Option D makes sense if you consider that attackers might try to trick employees into letting them use someone else's biometric credentials or override the lock. While guards are a common social engineering target, if the policy allows staff intervention on biometric problems, attackers could exploit that loophole. Pretty sure it's usually A, but I can see D getting hit if there's weak process around the device. Disagree?
Maybe A lets you get to the server even if there's no OS or it's crashed. The real trap is picking VNC or RDP, but those only work when the OS is running. Seen similar questions in practice sets.
Not A, it’s really B here. The question focuses on leaked data from the SAN, which means you need encryption at rest, not just when the data is leaving or in transit. Easy to mix up with the transport options.
Option B is right since port 22 means SSH, which is secure remote access. But if the question asked for web-based remote admin (like HTTPS), D (443) would make more sense, so does it mean CLI or browser access?
Pretty solid it's B. Port 22 is the default for SSH, which is the go-to for secure remote CLI access to servers. A and C are FTP/Telnet and not secure, D (443) is HTTPS and would only apply if a browser-based tool was involved, which isn't said here. Correct me if I'm missing a scenario!
Honestly, I get why D looks appealing since enforcing social media rules does help, but I think B is the real answer. Ongoing training is what actually sharpens staff against phishing or pretext attacks, which are core to social engineering. C (SSO) and A (complex passwords) are more technical controls, not really fixing the human side. Pretty sure it's B, but open if I'm missing something here.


▶ [Exercise brief]:
Word for word, set down the lines from the one that contains "Decode this image" through the final line of the data; no pictures belong in the copy.

▶ [Available data]:
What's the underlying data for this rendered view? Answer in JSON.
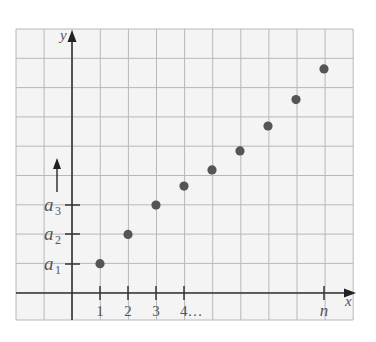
{
  "chart_data": {
    "type": "scatter",
    "title": "",
    "xlabel": "x",
    "ylabel": "y",
    "x_tick_labels": [
      "1",
      "2",
      "3",
      "4…",
      "n"
    ],
    "y_tick_labels": [
      "a1",
      "a2",
      "a3"
    ],
    "annotation": "upward arrow beside y-axis above a3 indicating sequence continues",
    "grid": true,
    "points": [
      {
        "x": 1,
        "y": 1.0
      },
      {
        "x": 2,
        "y": 2.0
      },
      {
        "x": 3,
        "y": 3.0
      },
      {
        "x": 4,
        "y": 3.65
      },
      {
        "x": 5,
        "y": 4.2
      },
      {
        "x": 6,
        "y": 4.85
      },
      {
        "x": 7,
        "y": 5.7
      },
      {
        "x": 8,
        "y": 6.6
      },
      {
        "x": 9,
        "y": 7.65
      }
    ],
    "xlim": [
      -2,
      10
    ],
    "ylim": [
      -1,
      9
    ],
    "colors": {
      "grid": "#b8b8b8",
      "axes": "#333333",
      "points": "#555555",
      "background": "#f4f4f4"
    }
  },
  "labels": {
    "x_axis": "x",
    "y_axis": "y",
    "x_ticks": [
      "1",
      "2",
      "3",
      "4…"
    ],
    "x_last": "n",
    "a1_base": "a",
    "a1_sub": "1",
    "a2_base": "a",
    "a2_sub": "2",
    "a3_base": "a",
    "a3_sub": "3"
  }
}
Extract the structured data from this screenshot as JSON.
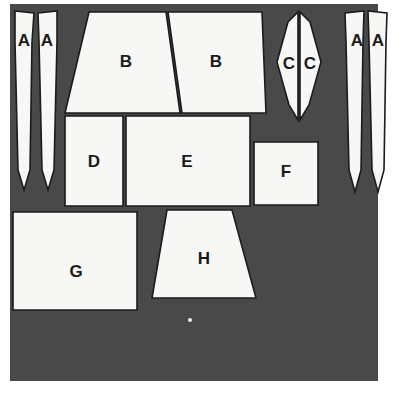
{
  "figure": {
    "colors": {
      "fabric": "#4a4a4a",
      "piece_fill": "#f7f7f5",
      "outline": "#1b1b1b",
      "background": "#ffffff",
      "label_text": "#1b1b1b"
    },
    "fabric_panel": {
      "x": 10,
      "y": 4,
      "width": 368,
      "height": 377
    },
    "pieces": [
      {
        "id": "A-left-outer",
        "label": "A",
        "shape": "tapered-blade",
        "label_x": 24,
        "label_y": 42,
        "points": "15,11 34,13 32,42 30,170 24,190 18,170 15,42"
      },
      {
        "id": "A-left-inner",
        "label": "A",
        "shape": "tapered-blade",
        "label_x": 47,
        "label_y": 42,
        "points": "38,13 57,11 57,42 54,170 48,190 42,170 39,42"
      },
      {
        "id": "B-left",
        "label": "B",
        "shape": "trapezoid",
        "label_x": 126,
        "label_y": 63,
        "points": "89,12 166,12 180,113 65,113"
      },
      {
        "id": "B-right",
        "label": "B",
        "shape": "trapezoid",
        "label_x": 216,
        "label_y": 63,
        "points": "168,12 262,12 266,113 182,113"
      },
      {
        "id": "C-left",
        "label": "C",
        "shape": "half-lens",
        "label_x": 289,
        "label_y": 65,
        "points": "298,12 298,120 289,105 277,62 288,22"
      },
      {
        "id": "C-right",
        "label": "C",
        "shape": "half-lens",
        "label_x": 310,
        "label_y": 65,
        "points": "300,12 310,22 321,62 309,105 300,120"
      },
      {
        "id": "A-right-outer",
        "label": "A",
        "shape": "tapered-blade",
        "label_x": 357,
        "label_y": 42,
        "points": "345,13 364,11 363,42 361,170 355,192 349,170 346,42"
      },
      {
        "id": "A-right-inner",
        "label": "A",
        "shape": "tapered-blade",
        "label_x": 378,
        "label_y": 42,
        "points": "368,11 387,13 386,42 384,170 378,192 372,170 369,42"
      },
      {
        "id": "D",
        "label": "D",
        "shape": "rectangle",
        "label_x": 94,
        "label_y": 163,
        "points": "65,116 123,116 123,206 65,206"
      },
      {
        "id": "E",
        "label": "E",
        "shape": "rectangle",
        "label_x": 187,
        "label_y": 163,
        "points": "126,116 250,116 250,206 126,206"
      },
      {
        "id": "F",
        "label": "F",
        "shape": "rectangle",
        "label_x": 286,
        "label_y": 173,
        "points": "254,142 318,142 318,205 254,205"
      },
      {
        "id": "G",
        "label": "G",
        "shape": "rectangle",
        "label_x": 76,
        "label_y": 273,
        "points": "13,212 137,212 137,310 13,310"
      },
      {
        "id": "H",
        "label": "H",
        "shape": "trapezoid",
        "label_x": 204,
        "label_y": 260,
        "points": "167,210 232,210 256,298 152,298"
      }
    ],
    "artifacts": [
      {
        "id": "speck",
        "shape": "dot",
        "x": 190,
        "y": 320,
        "r": 2
      }
    ]
  }
}
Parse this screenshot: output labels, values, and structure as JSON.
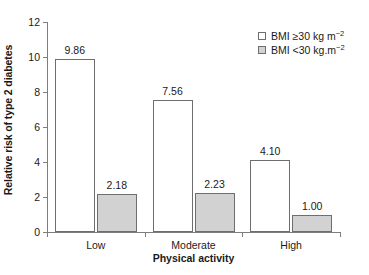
{
  "chart_data": {
    "type": "bar",
    "title": "",
    "xlabel": "Physical activity",
    "ylabel": "Relative risk of type 2 diabetes",
    "categories": [
      "Low",
      "Moderate",
      "High"
    ],
    "ylim": [
      0,
      12
    ],
    "yticks": [
      0,
      2,
      4,
      6,
      8,
      10,
      12
    ],
    "ytick_labels": [
      "0",
      "2",
      "4",
      "6",
      "8",
      "10",
      "12"
    ],
    "grid": false,
    "legend_position": "top-right",
    "series": [
      {
        "name": "BMI ≥30 kg m⁻²",
        "name_base": "BMI ≥30 kg m",
        "name_exp": "−2",
        "style": "open",
        "color": "#ffffff",
        "border_color": "#6e6e6e",
        "values": [
          9.86,
          7.56,
          4.1
        ],
        "value_labels": [
          "9.86",
          "7.56",
          "4.10"
        ]
      },
      {
        "name": "BMI <30 kg.m⁻²",
        "name_base": "BMI <30 kg.m",
        "name_exp": "−2",
        "style": "filled",
        "color": "#d2d2d2",
        "border_color": "#6e6e6e",
        "values": [
          2.18,
          2.23,
          1.0
        ],
        "value_labels": [
          "2.18",
          "2.23",
          "1.00"
        ]
      }
    ]
  },
  "clipped_header": "",
  "axis": {
    "y_title": "Relative risk of type 2 diabetes",
    "x_title": "Physical activity"
  }
}
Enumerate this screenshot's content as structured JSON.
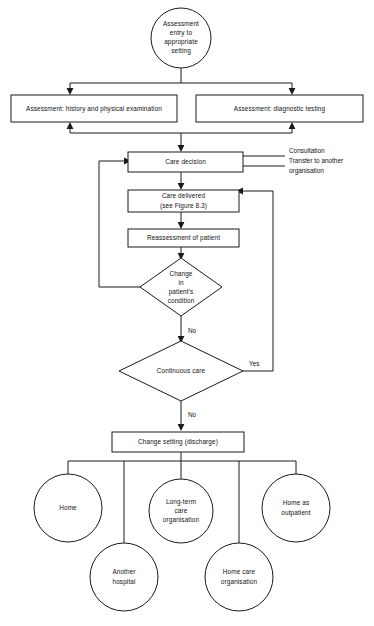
{
  "figure": {
    "type": "flowchart",
    "orientation": "top-to-bottom",
    "background_color": "#ffffff",
    "line_color": "#1a1a1a",
    "text_color": "#111111"
  },
  "nodes": {
    "entry": {
      "shape": "circle",
      "lines": [
        "Assessment",
        "entry to",
        "appropriate",
        "setting"
      ]
    },
    "assessment_history": {
      "shape": "rectangle",
      "lines": [
        "Assessment: history and physical examination"
      ]
    },
    "assessment_diagnostic": {
      "shape": "rectangle",
      "lines": [
        "Assessment: diagnostic testing"
      ]
    },
    "care_decision": {
      "shape": "rectangle",
      "lines": [
        "Care decision"
      ]
    },
    "care_delivered": {
      "shape": "rectangle",
      "lines": [
        "Care delivered",
        "(see Figure 8.3)"
      ]
    },
    "reassessment": {
      "shape": "rectangle",
      "lines": [
        "Reassessment of patient"
      ]
    },
    "change_condition": {
      "shape": "diamond",
      "lines": [
        "Change",
        "in",
        "patient's",
        "condition"
      ]
    },
    "continuous_care": {
      "shape": "diamond",
      "lines": [
        "Continuous care"
      ]
    },
    "change_setting": {
      "shape": "rectangle",
      "lines": [
        "Change setting (discharge)"
      ]
    },
    "home": {
      "shape": "circle",
      "lines": [
        "Home"
      ]
    },
    "long_term_care": {
      "shape": "circle",
      "lines": [
        "Long-term",
        "care",
        "organisation"
      ]
    },
    "home_as_outpatient": {
      "shape": "circle",
      "lines": [
        "Home as",
        "outpatient"
      ]
    },
    "another_hospital": {
      "shape": "circle",
      "lines": [
        "Another",
        "hospital"
      ]
    },
    "home_care_organisation": {
      "shape": "circle",
      "lines": [
        "Home care",
        "organisation"
      ]
    }
  },
  "edge_labels": {
    "change_condition_no": "No",
    "continuous_care_no": "No",
    "continuous_care_yes": "Yes"
  },
  "side_inputs": {
    "care_decision_sources": [
      "Consultation",
      "Transfer to another",
      "organisation"
    ]
  }
}
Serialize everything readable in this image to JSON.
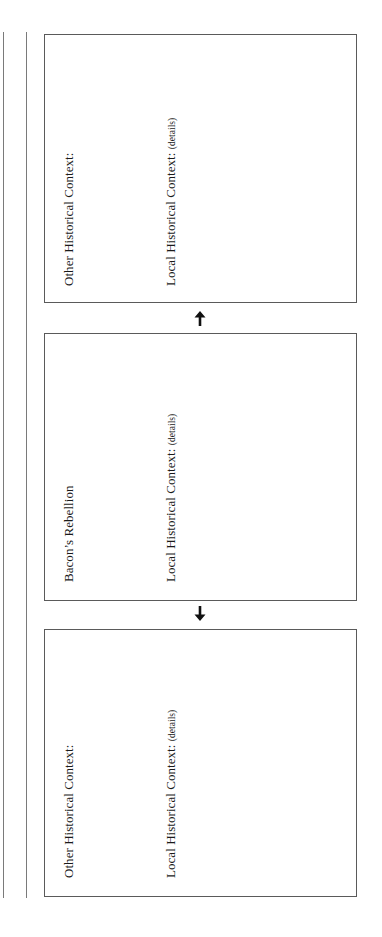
{
  "page": {
    "orientation": "rotated-90-counterclockwise",
    "accent_color": "#1a1a1a",
    "border_color": "#5a5a5a"
  },
  "organizer": {
    "boxes": [
      {
        "heading": "Other Historical Context:",
        "local_label": "Local Historical Context:",
        "local_hint": "(details)"
      },
      {
        "heading": "Bacon’s Rebellion",
        "local_label": "Local Historical Context:",
        "local_hint": "(details)"
      },
      {
        "heading": "Other Historical Context:",
        "local_label": "Local Historical Context:",
        "local_hint": "(details)"
      }
    ],
    "arrows": [
      {
        "icon": "arrow-up-icon",
        "between": "box-1-and-box-2"
      },
      {
        "icon": "arrow-down-icon",
        "between": "box-2-and-box-3"
      }
    ]
  }
}
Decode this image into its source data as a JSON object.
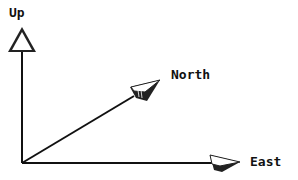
{
  "diagram": {
    "type": "3d-axes",
    "origin": [
      22,
      163
    ],
    "axes": [
      {
        "label": "Up",
        "direction": "vertical",
        "tip": [
          22,
          28
        ]
      },
      {
        "label": "North",
        "direction": "diagonal",
        "tip": [
          160,
          80
        ]
      },
      {
        "label": "East",
        "direction": "horizontal",
        "tip": [
          240,
          163
        ]
      }
    ],
    "colors": {
      "stroke": "#111111",
      "arrow_fill": "#ffffff",
      "arrow_shadow": "#222222",
      "background": "#ffffff"
    }
  },
  "labels": {
    "up": "Up",
    "north": "North",
    "east": "East"
  }
}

▶ [Completed task]:
Decode this image into its source data as a JSON object.
{
  "diagram": {
    "type": "3d-axes",
    "origin": [
      22,
      163
    ],
    "axes": [
      {
        "label": "Up",
        "direction": "vertical",
        "tip": [
          22,
          28
        ]
      },
      {
        "label": "North",
        "direction": "diagonal",
        "tip": [
          160,
          80
        ]
      },
      {
        "label": "East",
        "direction": "horizontal",
        "tip": [
          240,
          163
        ]
      }
    ],
    "colors": {
      "stroke": "#111111",
      "arrow_fill": "#ffffff",
      "arrow_shadow": "#222222",
      "background": "#ffffff"
    }
  },
  "labels": {
    "up": "Up",
    "north": "North",
    "east": "East"
  }
}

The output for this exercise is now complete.